Constructive urbanity: an attempt to generate a large urban building which relates to the form and experience of city life, while offering varied office accommodation, has generated a result surprisingly related to Constructivism - Foster's Commerzbank in Frankfurt, Germany by Behnisch and Partners
Architectural Review, The, August, 2002 by Peter Blundell Jones
back.
Office variety
At first floor level the central node connects to the corridors of the peripheral office wings, and two glazed tubes span the ponded court as shortcuts. In five places the access corridors in mid plan are skewed, opening towards circulation nodes and breaking the monotony of endless passage. Often, too, glimpses are provided into inner courts or to outside world. For reaching further levels lifts dominate, but stairs are always adjacent, and local open flights here and there grant local connections from one floor to the next. A triple bank of centrally placed lifts services the tower, arriving in foyers which vary in shape from floor to floor and always allow a glimpse of view. As in other Behnisch office buildings, fully glazed partitions or partitions with glazed tops allow daylight into central passages almost everywhere. Varying plan depths in the wings are exploited to provide different sizes and types of office, from individual cells to big team rooms. A standard glass partitioning system was developed which can be adapted as needs change. The tower culminates, predictably enough, in board room and entertainment suite. It is interesting to observe how naturally the stepped forms and skewed angles blend into the top floor plan while accommodating and expressing pedestrian movement-directional spaces and a lively tower profile at the same time. This simple example reflects a policy which drives the whole.
The pursuit of radical energy and environment policies is a major interest of Stefan Behnisch, and perhaps the most obvious development he has brought to the firm's work. Surprisingly for such a large building, air conditioning is only used for underground rooms and service areas such as kitchens. Elsewhere are opening windows, and a system of largely passive ducts or 'air chimneys' to induce convection. On the outside faces is a typically Behnisch layered facade, with extra glass panels for acoustic isolation to the north, thermal glazing and external solar blinds on the other sides. Deployed blinds are specially designed to reflect a controlled amount of light inward to avoid leaving the room too dark Heating and cooling of offices is achieved by heat exchange through water pipes in the concrete floor slabs, whose mass provides thermal storage, and overall energy demand is reduced by heat exchange with deeply sunk ground pipes. These absorb heat in summer and provide it, stepped up from six degrees by heat pumps, in winter. Exchange with a district heating system is also involved, while solar water heating, photovoltaics and fuel-cells play minor and sometimes experimental roles. With all these measures, consultants Transsolar claim to have saved 1920 tons of carbon dioxide emission per year.
A state of flux
Some critics find the work of the Behnisch office too chaotic and imperfect, too unmonumental. Yet the advantage of their responsive approach most visible here is that a big building can be treated like lots of small ones, almost like a mini-city. This holds the scale down and allows flexibility, for without a great preconceived plan, there is room to incorporate site influences, existing buildings-Siemens House quietly absorbed-and to allow for growth and change. Most important of all, human scale is retained throughout and numbing repetition avoided. Every floor gains a different character: in the tower the lobby changes shape or an office wing cantilevers further. There are frequent views out for orientation. It was wise to give the ground floor back to the city with shops and cafes to animate the public realm, while the protected water court marks the beginning of the larger institution as well as helping the environmental strategy. Lively and memorable, the tower as landmark is different from each side. Its appearance is enhanced by areas of special colour-coated glass added for their reflective effect, part of a colour design policy which is another late Behnisch trademark. The high-tech brigade may fume about the catholic variety of details in this architecture, but professionalism does not necessarily entail the perfection of the machine. The issue is more profound: Mies's 'God is in the details' reflects a monumental architecture striving for the eternal in its perfection, and flexible only through its sheer indifference to change. Behnisch's situational architecture accepts a state of flux, always open and always developing, allowing for growth, interacting with life.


Your objective — Filter the material below down to the lines with the word "soil" and give those lines.

○ ○ ○ ○ ○ ○ ○

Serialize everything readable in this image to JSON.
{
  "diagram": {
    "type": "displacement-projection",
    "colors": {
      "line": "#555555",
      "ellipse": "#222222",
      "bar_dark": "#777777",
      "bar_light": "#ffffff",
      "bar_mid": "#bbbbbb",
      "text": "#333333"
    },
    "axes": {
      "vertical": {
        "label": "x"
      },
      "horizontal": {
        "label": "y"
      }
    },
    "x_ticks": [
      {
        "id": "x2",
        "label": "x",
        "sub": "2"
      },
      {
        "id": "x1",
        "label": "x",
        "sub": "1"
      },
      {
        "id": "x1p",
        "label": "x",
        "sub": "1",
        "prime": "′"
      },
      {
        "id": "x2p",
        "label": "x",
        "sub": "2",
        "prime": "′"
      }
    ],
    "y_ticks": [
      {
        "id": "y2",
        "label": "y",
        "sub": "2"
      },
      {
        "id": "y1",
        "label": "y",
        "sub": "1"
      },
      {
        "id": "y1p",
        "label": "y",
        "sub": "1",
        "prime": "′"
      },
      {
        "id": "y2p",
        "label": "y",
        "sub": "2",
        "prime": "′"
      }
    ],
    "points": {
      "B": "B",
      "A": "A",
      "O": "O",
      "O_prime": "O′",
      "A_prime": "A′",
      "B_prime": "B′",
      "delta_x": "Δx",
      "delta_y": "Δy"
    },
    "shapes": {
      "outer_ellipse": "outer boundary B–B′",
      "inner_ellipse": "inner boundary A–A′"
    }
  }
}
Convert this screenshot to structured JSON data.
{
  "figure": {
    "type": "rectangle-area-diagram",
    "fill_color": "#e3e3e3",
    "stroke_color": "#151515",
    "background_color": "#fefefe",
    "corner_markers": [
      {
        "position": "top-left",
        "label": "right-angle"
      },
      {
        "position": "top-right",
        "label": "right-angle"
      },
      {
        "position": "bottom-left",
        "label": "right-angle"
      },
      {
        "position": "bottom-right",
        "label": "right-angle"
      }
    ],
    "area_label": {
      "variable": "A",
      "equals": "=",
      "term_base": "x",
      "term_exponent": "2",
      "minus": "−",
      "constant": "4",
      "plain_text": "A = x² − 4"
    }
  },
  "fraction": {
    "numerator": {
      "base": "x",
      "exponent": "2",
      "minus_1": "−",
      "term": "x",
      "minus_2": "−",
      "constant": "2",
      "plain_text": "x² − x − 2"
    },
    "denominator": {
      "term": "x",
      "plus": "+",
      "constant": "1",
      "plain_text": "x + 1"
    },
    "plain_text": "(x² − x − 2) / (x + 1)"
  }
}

○ ○ ○ ○ ○ ○ ○

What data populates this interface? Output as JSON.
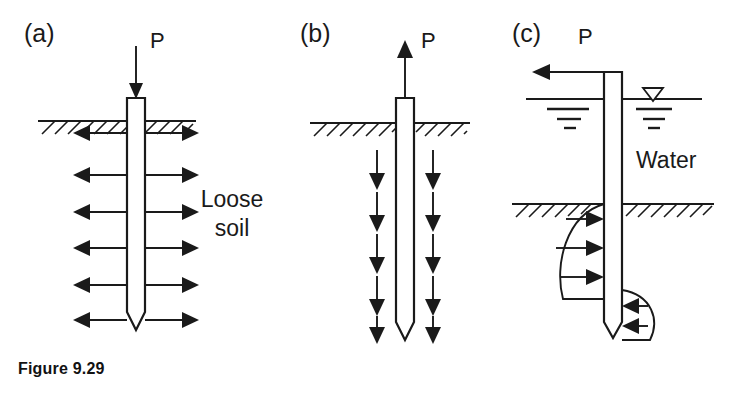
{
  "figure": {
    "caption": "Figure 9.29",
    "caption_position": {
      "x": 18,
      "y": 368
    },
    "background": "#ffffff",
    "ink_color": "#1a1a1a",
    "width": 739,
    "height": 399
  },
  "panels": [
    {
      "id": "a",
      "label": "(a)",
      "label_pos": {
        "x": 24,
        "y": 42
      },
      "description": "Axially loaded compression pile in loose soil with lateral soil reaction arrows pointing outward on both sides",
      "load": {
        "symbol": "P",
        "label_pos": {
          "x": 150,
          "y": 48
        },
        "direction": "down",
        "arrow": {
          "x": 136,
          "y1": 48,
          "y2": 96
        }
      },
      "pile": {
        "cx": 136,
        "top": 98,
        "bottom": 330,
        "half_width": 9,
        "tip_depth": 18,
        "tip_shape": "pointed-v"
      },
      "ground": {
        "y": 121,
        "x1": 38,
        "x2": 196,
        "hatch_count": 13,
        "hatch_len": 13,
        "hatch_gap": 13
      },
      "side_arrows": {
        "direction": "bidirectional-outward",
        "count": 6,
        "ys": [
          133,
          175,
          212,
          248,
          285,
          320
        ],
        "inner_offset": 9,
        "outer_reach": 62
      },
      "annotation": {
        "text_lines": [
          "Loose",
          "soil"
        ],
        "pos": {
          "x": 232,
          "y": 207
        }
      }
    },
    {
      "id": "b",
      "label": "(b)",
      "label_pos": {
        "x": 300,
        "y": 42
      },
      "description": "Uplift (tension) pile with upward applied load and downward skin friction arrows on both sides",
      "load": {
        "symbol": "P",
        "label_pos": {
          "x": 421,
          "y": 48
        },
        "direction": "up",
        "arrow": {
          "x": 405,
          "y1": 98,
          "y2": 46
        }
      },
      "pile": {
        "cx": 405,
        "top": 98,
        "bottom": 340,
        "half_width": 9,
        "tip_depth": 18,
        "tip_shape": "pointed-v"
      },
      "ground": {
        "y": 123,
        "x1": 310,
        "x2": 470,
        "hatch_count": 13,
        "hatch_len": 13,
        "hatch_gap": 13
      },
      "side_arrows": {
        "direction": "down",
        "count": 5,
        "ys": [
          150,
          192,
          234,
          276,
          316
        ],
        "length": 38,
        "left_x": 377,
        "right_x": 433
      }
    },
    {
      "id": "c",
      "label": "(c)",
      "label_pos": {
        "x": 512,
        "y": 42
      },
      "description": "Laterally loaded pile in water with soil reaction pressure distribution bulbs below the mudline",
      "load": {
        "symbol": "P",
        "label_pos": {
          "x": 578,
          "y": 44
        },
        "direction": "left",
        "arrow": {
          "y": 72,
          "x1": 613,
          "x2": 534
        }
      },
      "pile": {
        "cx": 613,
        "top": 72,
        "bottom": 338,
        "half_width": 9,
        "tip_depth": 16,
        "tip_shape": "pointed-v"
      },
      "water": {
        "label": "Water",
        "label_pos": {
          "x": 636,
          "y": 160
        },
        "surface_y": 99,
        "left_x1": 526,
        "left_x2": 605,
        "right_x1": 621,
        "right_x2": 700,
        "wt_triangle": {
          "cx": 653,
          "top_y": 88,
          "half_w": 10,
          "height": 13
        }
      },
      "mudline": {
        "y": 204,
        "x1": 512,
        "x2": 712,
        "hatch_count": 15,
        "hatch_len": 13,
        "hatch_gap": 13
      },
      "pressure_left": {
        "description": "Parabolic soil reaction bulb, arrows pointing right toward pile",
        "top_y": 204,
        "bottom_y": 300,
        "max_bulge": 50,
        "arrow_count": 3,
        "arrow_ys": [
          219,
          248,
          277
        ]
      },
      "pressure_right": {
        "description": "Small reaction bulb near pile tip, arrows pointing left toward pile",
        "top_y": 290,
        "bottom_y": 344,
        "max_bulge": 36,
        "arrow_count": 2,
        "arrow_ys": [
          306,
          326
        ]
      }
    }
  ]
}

○ ○ ○ ○ ○ ○ ○

Result of the exercise —
      "description": "Axially loaded compression pile in loose soil with lateral soil reaction arrows pointing outward on both sides",
          "soil"
      "description": "Laterally loaded pile in water with soil reaction pressure distribution bulbs below the mudline",
        "description": "Parabolic soil reaction bulb, arrows pointing right toward pile",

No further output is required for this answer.